Saturday, April 30, 2011

Point-Scorers

New Police Story (2004)/ Benny Chan
In New Police Story, Benny Chan constructs multiple levels of conflict and thereby, multiple levels of resolution. Each character, whether minor or major, has a bone and the narrative gives everyone a chance to pick it. As a result, there are personal grudges to resolve, professional bets to win, and a general atmosphere of corny one-upmanship (‘whoever comes  last in case-solving will kowtow in front of the winner’ says a police chief to Chan.) Dynamics between most of the characters are fueled by a spirit of competition, and everyone is trying to score a point: this quality of the film even manifests literally inside the world of the film multiple times as well – the group of villains are all video-game fanatics and score ‘points’ by gunning coppers down and the penultimate sequence of the film takes place inside a play-store. But in a grand departure from all of these conflicts, the villain is revealed as essentially being a tragic figure with a father-complex: an Antoine Doinel like victim of unhealthy parentage that seems to have ‘forced’ him into crime. Such abrupt realignment of sympathies is rampant in the larger direction of the film: Benny Chan cannot decide if he has been hired to direct a action-comedy like the earlier films in the ‘series’, or if he is to soak a film decked in an overbearing sinister atmosphere. As a result, it is none, although even by supervillain standard, the group of villains commits acts that are hard to fathom. Chan also tries to induce the film with hokey social statements (the villains are all rich kids of tycoons who ignored them), but the greatest revelation of the film is this: it is futile to engage in combat of any sort with Jackie Chan if there are props around.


### Aim of the exercise
The complete set of records below must be repeated precisely as given.

_ _ _ _ _ _ _

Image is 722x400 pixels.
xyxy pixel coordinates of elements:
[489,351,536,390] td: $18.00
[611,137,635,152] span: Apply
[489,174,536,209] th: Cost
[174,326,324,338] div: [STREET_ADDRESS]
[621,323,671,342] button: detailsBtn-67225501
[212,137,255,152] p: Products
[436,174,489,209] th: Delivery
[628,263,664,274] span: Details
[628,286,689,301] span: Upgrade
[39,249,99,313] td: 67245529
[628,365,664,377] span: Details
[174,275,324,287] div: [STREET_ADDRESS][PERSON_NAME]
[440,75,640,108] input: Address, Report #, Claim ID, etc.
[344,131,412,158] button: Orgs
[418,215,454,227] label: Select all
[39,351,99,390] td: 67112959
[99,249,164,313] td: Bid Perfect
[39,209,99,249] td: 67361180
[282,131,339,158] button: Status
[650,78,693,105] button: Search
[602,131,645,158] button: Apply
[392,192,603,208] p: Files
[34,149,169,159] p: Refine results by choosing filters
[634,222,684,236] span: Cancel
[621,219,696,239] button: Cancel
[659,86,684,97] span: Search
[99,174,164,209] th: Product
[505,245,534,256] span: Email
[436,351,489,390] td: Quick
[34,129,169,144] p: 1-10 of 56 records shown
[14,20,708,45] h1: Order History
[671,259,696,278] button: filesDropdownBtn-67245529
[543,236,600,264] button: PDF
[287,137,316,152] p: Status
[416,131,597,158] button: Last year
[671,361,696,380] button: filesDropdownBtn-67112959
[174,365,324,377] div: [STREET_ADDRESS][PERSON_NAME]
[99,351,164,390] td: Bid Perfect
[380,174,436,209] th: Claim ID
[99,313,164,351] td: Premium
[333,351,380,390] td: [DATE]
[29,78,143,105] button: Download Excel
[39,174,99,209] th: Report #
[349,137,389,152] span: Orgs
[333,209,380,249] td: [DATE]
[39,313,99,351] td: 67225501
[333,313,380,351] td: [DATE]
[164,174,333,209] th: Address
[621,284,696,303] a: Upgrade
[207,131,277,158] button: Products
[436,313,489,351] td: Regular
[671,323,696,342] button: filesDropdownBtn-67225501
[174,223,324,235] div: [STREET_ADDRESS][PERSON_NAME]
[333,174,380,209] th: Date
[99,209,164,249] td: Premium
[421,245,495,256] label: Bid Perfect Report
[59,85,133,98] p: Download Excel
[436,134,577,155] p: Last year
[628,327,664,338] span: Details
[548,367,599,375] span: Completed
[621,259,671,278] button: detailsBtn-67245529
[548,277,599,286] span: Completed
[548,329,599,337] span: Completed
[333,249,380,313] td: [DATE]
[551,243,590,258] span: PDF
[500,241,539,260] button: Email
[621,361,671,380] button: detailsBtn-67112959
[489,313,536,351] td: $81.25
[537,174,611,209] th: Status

_ _ _ _ _ _ _

### Completed exercise
Image is 722x400 pixels.
xyxy pixel coordinates of elements:
[489,351,536,390] td: $18.00
[611,137,635,152] span: Apply
[489,174,536,209] th: Cost
[174,326,324,338] div: [STREET_ADDRESS]
[621,323,671,342] button: detailsBtn-67225501
[212,137,255,152] p: Products
[436,174,489,209] th: Delivery
[628,263,664,274] span: Details
[628,286,689,301] span: Upgrade
[39,249,99,313] td: 67245529
[628,365,664,377] span: Details
[174,275,324,287] div: [STREET_ADDRESS][PERSON_NAME]
[440,75,640,108] input: Address, Report #, Claim ID, etc.
[344,131,412,158] button: Orgs
[418,215,454,227] label: Select all
[39,351,99,390] td: 67112959
[99,249,164,313] td: Bid Perfect
[39,209,99,249] td: 67361180
[282,131,339,158] button: Status
[650,78,693,105] button: Search
[602,131,645,158] button: Apply
[392,192,603,208] p: Files
[34,149,169,159] p: Refine results by choosing filters
[634,222,684,236] span: Cancel
[621,219,696,239] button: Cancel
[659,86,684,97] span: Search
[99,174,164,209] th: Product
[505,245,534,256] span: Email
[436,351,489,390] td: Quick
[34,129,169,144] p: 1-10 of 56 records shown
[14,20,708,45] h1: Order History
[671,259,696,278] button: filesDropdownBtn-67245529
[543,236,600,264] button: PDF
[287,137,316,152] p: Status
[416,131,597,158] button: Last year
[671,361,696,380] button: filesDropdownBtn-67112959
[174,365,324,377] div: [STREET_ADDRESS][PERSON_NAME]
[99,351,164,390] td: Bid Perfect
[380,174,436,209] th: Claim ID
[99,313,164,351] td: Premium
[333,351,380,390] td: [DATE]
[29,78,143,105] button: Download Excel
[39,174,99,209] th: Report #
[349,137,389,152] span: Orgs
[333,209,380,249] td: [DATE]
[39,313,99,351] td: 67225501
[333,313,380,351] td: [DATE]
[164,174,333,209] th: Address
[621,284,696,303] a: Upgrade
[207,131,277,158] button: Products
[436,313,489,351] td: Regular
[671,323,696,342] button: filesDropdownBtn-67225501
[174,223,324,235] div: [STREET_ADDRESS][PERSON_NAME]
[333,174,380,209] th: Date
[99,209,164,249] td: Premium
[421,245,495,256] label: Bid Perfect Report
[59,85,133,98] p: Download Excel
[436,134,577,155] p: Last year
[628,327,664,338] span: Details
[548,367,599,375] span: Completed
[621,259,671,278] button: detailsBtn-67245529
[548,277,599,286] span: Completed
[548,329,599,337] span: Completed
[333,249,380,313] td: [DATE]
[551,243,590,258] span: PDF
[500,241,539,260] button: Email
[621,361,671,380] button: detailsBtn-67112959
[489,313,536,351] td: $81.25
[537,174,611,209] th: Status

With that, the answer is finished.